Relatives of an imprisoned Iranian-American father and son are urging the Trump administration to open a direct channel to the Iranian government to discuss trading the detainees for Iranians imprisoned for sanctions violations.

“It shouldn’t be another tragedy like Otto Warmbier,” Babak Namazi said Wednesday on a conference call. He was referring to the American student arrested by the North Koreans in 2016 who was returned in June to the United States in a coma and died days later.

Babak’s father, Baquer, is 81 years old and suffers from a severe heart condition.

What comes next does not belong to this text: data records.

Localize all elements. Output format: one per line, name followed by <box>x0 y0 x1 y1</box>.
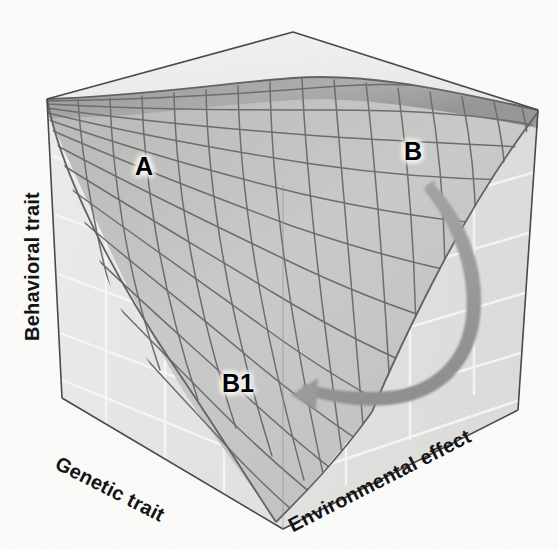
axis-label-behavioral-trait: Behavioral trait <box>21 192 44 341</box>
point-label-b1: B1 <box>222 369 254 398</box>
point-label-b: B <box>404 137 422 166</box>
figure-3d-surface-plot: Behavioral trait Genetic trait Environme… <box>0 0 558 549</box>
point-label-a: A <box>135 152 153 181</box>
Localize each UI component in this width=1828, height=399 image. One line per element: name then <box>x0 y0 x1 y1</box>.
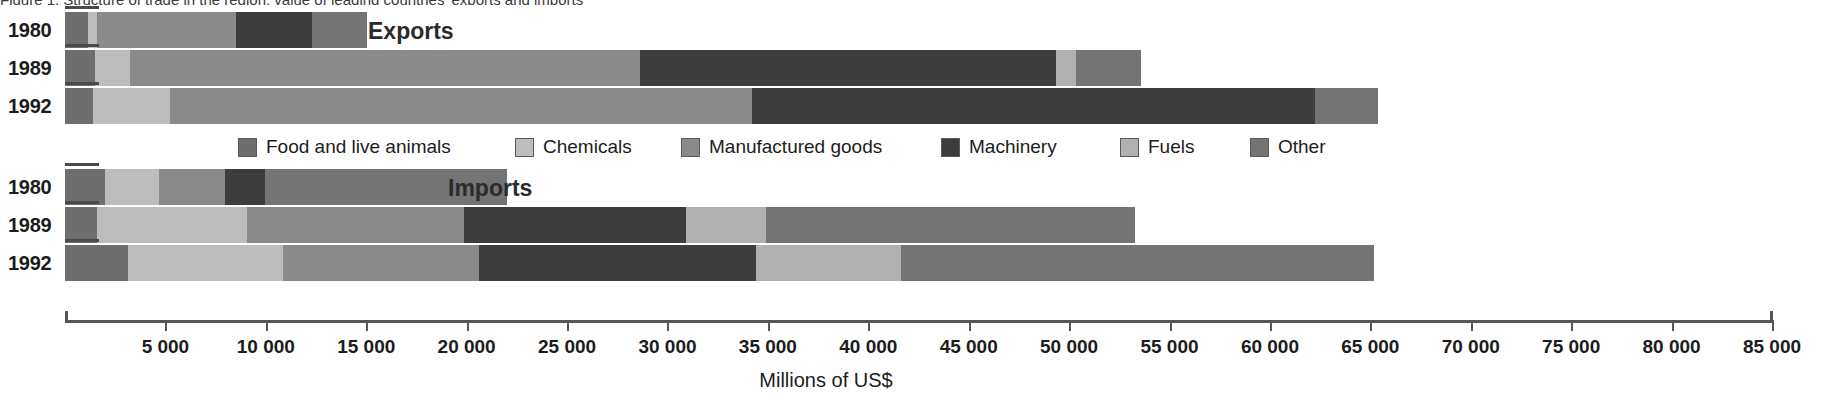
bar-segment[interactable] <box>1076 50 1141 86</box>
legend-item[interactable]: Food and live animals <box>238 136 451 158</box>
x-axis-title: Millions of US$ <box>759 369 892 392</box>
category-tick-stub <box>65 44 99 47</box>
x-axis-tick <box>1471 320 1473 331</box>
stacked-bar[interactable] <box>65 12 367 48</box>
x-axis-tick-label: 5 000 <box>142 336 190 358</box>
category-label-imports-1992: 1992 <box>8 252 64 275</box>
bar-segment[interactable] <box>686 207 766 243</box>
category-tick-stub <box>65 163 99 166</box>
x-axis-start-cap <box>65 311 68 323</box>
bar-segment[interactable] <box>312 12 367 48</box>
bar-segment[interactable] <box>65 245 128 281</box>
x-axis-tick <box>667 320 669 331</box>
bar-segment[interactable] <box>97 207 247 243</box>
bar-segment[interactable] <box>283 245 479 281</box>
legend-item[interactable]: Fuels <box>1120 136 1194 158</box>
x-axis-tick-label: 10 000 <box>237 336 295 358</box>
bar-segment[interactable] <box>1056 50 1076 86</box>
x-axis-tick-label: 70 000 <box>1442 336 1500 358</box>
bar-segment[interactable] <box>65 50 95 86</box>
x-axis-tick-label: 20 000 <box>438 336 496 358</box>
legend-label: Machinery <box>969 136 1057 158</box>
bar-segment[interactable] <box>640 50 1056 86</box>
category-tick-stub <box>65 239 99 242</box>
legend-item[interactable]: Chemicals <box>515 136 632 158</box>
stacked-bar[interactable] <box>65 207 1135 243</box>
x-axis-tick-label: 40 000 <box>839 336 897 358</box>
x-axis-tick-label: 65 000 <box>1341 336 1399 358</box>
bar-segment[interactable] <box>105 169 159 205</box>
x-axis-tick-label: 35 000 <box>739 336 797 358</box>
stacked-bar[interactable] <box>65 169 507 205</box>
legend-label: Food and live animals <box>266 136 451 158</box>
x-axis-tick <box>567 320 569 331</box>
bar-segment[interactable] <box>766 207 1135 243</box>
legend-label: Fuels <box>1148 136 1194 158</box>
category-tick-stub <box>65 201 99 204</box>
x-axis-tick-label: 50 000 <box>1040 336 1098 358</box>
x-axis-tick-label: 60 000 <box>1241 336 1299 358</box>
x-axis-tick-label: 80 000 <box>1643 336 1701 358</box>
x-axis-tick <box>868 320 870 331</box>
legend-label: Manufactured goods <box>709 136 882 158</box>
x-axis-tick <box>1571 320 1573 331</box>
category-tick-stub <box>65 82 99 85</box>
bar-segment[interactable] <box>464 207 686 243</box>
bar-segment[interactable] <box>128 245 283 281</box>
bar-segment[interactable] <box>756 245 901 281</box>
bar-segment[interactable] <box>97 12 236 48</box>
legend-swatch-icon <box>238 138 257 157</box>
x-axis-tick <box>165 320 167 331</box>
bar-segment[interactable] <box>159 169 225 205</box>
legend-swatch-icon <box>941 138 960 157</box>
bar-segment[interactable] <box>479 245 756 281</box>
x-axis-tick <box>1370 320 1372 331</box>
bar-segment[interactable] <box>65 12 88 48</box>
legend-swatch-icon <box>1250 138 1269 157</box>
stacked-bar[interactable] <box>65 245 1374 281</box>
bar-segment[interactable] <box>170 88 752 124</box>
bar-segment[interactable] <box>65 207 97 243</box>
bar-segment[interactable] <box>88 12 97 48</box>
category-label-imports-1980: 1980 <box>8 176 64 199</box>
x-axis-tick <box>266 320 268 331</box>
legend-swatch-icon <box>515 138 534 157</box>
bar-segment[interactable] <box>901 245 1374 281</box>
x-axis-tick-label: 45 000 <box>940 336 998 358</box>
x-axis-line <box>65 320 1772 323</box>
bar-segment[interactable] <box>236 12 312 48</box>
legend-item[interactable]: Machinery <box>941 136 1057 158</box>
bar-segment[interactable] <box>1315 88 1378 124</box>
stacked-bar[interactable] <box>65 50 1141 86</box>
bar-segment[interactable] <box>752 88 1315 124</box>
bar-segment[interactable] <box>93 88 170 124</box>
bar-segment[interactable] <box>130 50 640 86</box>
legend-item[interactable]: Other <box>1250 136 1326 158</box>
bar-segment[interactable] <box>95 50 130 86</box>
x-axis-tick <box>366 320 368 331</box>
x-axis-tick <box>1170 320 1172 331</box>
x-axis-tick <box>768 320 770 331</box>
stacked-bar[interactable] <box>65 88 1378 124</box>
x-axis-tick <box>969 320 971 331</box>
legend-label: Other <box>1278 136 1326 158</box>
x-axis-tick <box>1772 320 1774 331</box>
group-title-exports: Exports <box>368 18 454 45</box>
bar-segment[interactable] <box>225 169 265 205</box>
category-label-exports-1992: 1992 <box>8 95 64 118</box>
category-label-exports-1980: 1980 <box>8 19 64 42</box>
bar-segment[interactable] <box>65 88 93 124</box>
bar-segment[interactable] <box>65 169 105 205</box>
x-axis-tick <box>1672 320 1674 331</box>
bar-segment[interactable] <box>247 207 464 243</box>
category-tick-stub <box>65 6 99 9</box>
x-axis-tick-label: 85 000 <box>1743 336 1801 358</box>
legend-swatch-icon <box>681 138 700 157</box>
x-axis-tick-label: 15 000 <box>337 336 395 358</box>
group-title-imports: Imports <box>448 175 532 202</box>
x-axis-tick-label: 75 000 <box>1542 336 1600 358</box>
legend-item[interactable]: Manufactured goods <box>681 136 882 158</box>
x-axis-tick-label: 30 000 <box>638 336 696 358</box>
category-label-exports-1989: 1989 <box>8 57 64 80</box>
x-axis-tick <box>467 320 469 331</box>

In September, he was taken to a hospital from Tehran’s Evin prison, where he has been incarcerated since February 2016, and fitted with a pacemaker.

“I want no efforts to be spared because of the time issue,” Babak said, suggesting that his father could not survive many more months of captivity.

Baquer and Babak’s brother, Siamak, were convicted last year on charges of espionage that are widely considered bogus and sentenced to 10 years in prison.

The family had sounded relatively optimistic a few months ago about the chances to gain their relatives’ release, but an element of impatience was evident Wednesday in their comments about the Trump administration.

Iranian Foreign Minister Javad Zarif has stated several times that Iran is ready to begin a conversation about swapping the Namazis for about a dozen Iranians jailed in the US and overseas at US request for violating nuclear-related sanctions that have been lifted under the Joint Comprehensive Plan of Action (JCPOA), noted family lawyer Jared Genser. But the Trump administration has not directed anyone to begin formal talks with the Iranians about a prisoner exchange.

Among those mentioned by Zarif is a personal friend of his, Ahmad Sheikhzadeh, who had worked as a consultant to the Iranian Mission to the United Nations, where Zarif served as ambassador a decade ago. Zarif also spoke in July of an Iranian woman who was pregnant and jailed for sanctions infractions in Australia.

Asked whether the Trump administration’s recent decision to de-certify the JCPOA and its belligerent rhetoric toward Iran had interfered with their efforts to secure the Namazis’ release, Genser said, “this is a humanitarian question, not a political question. We would hope that both sides have an interest in getting their people back.”

“We are always concerned when rhetoric is raised but at the end of the day this is a humanitarian case,” Babak underlined. “An old man with heart ailments could die in prison.”

Genser said that the Trump administration had talked directly to North Korea to secure Warmbier’s release, albeit too late to save his life.

“If you can talk to the government of North Korea, you can talk to the government of Iran,” Genser said.

Barbara Slavin is director of the Future of Iran Initiative at the Atlantic Council.